There's no universal right answer here. It depends on your mortgage rate, expected investment returns, tax situation, and risk tolerance — the kind of decision where speaking with a fee-only financial planner produces real value.
Mortgage Terms in the UK, India, and Canada
UK: UK mortgages work differently — most are interest-only or repayment mortgages with 2-to-5 year fixed periods, after which the rate reverts to a variable rate (SVR) or is refinanced to a new deal. Full mortgage terms typically run 25–35 years on repayment mortgages. The concept of a fixed-rate 15-year or 30-year mortgage as standard doesn't apply — UK borrowers typically fix for 2 or 5 years at a time. Shorter overall terms are possible and common — many UK buyers aim to be mortgage-free by retirement.

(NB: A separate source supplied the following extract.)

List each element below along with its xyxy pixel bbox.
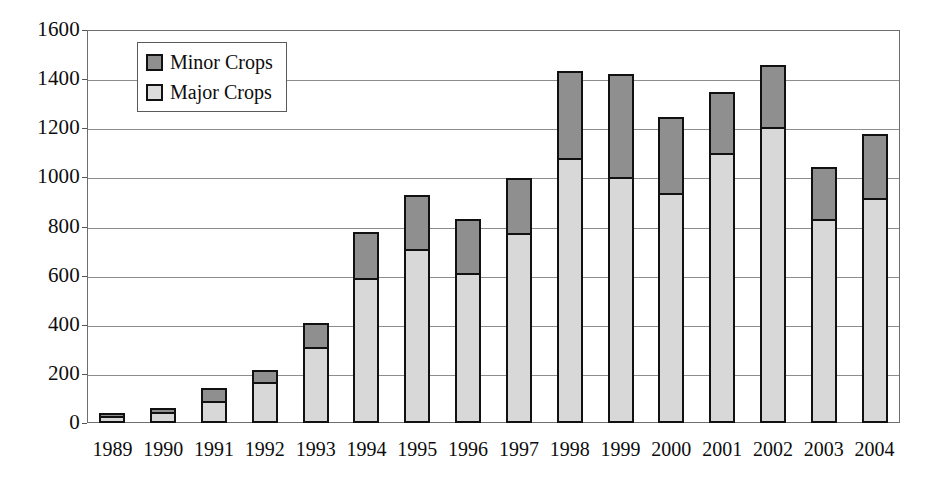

India: Indian home loans are typically floating rate (linked to MCLR or REPO rate) with terms of 10–30 years. Most borrowers choose longer terms (20–30 years) to keep EMIs manageable, then make prepayments when possible. Unlike the US, Indian home loan borrowers face no prepayment penalties on floating rate loans per RBI rules — making the strategy of taking a long term but paying aggressively when possible quite effective. Details at rbi.org.in.
Canada: Canadian mortgages have amortisation periods (like a US loan term) of typically 25 years for insured mortgages and up to 30 years for uninsured (20%+ down). However, mortgage terms are fixed for shorter periods — typically 1, 2, 3, or 5 years — before renewal at prevailing rates. A 25-year amortisation with a 5-year fixed term means the rate is set for 5 years, then renegotiated. Shortening the amortisation period works similarly to choosing a 15-year in the US — higher payments, less total interest. CMHC guidance at cmhc-schl.gc.ca.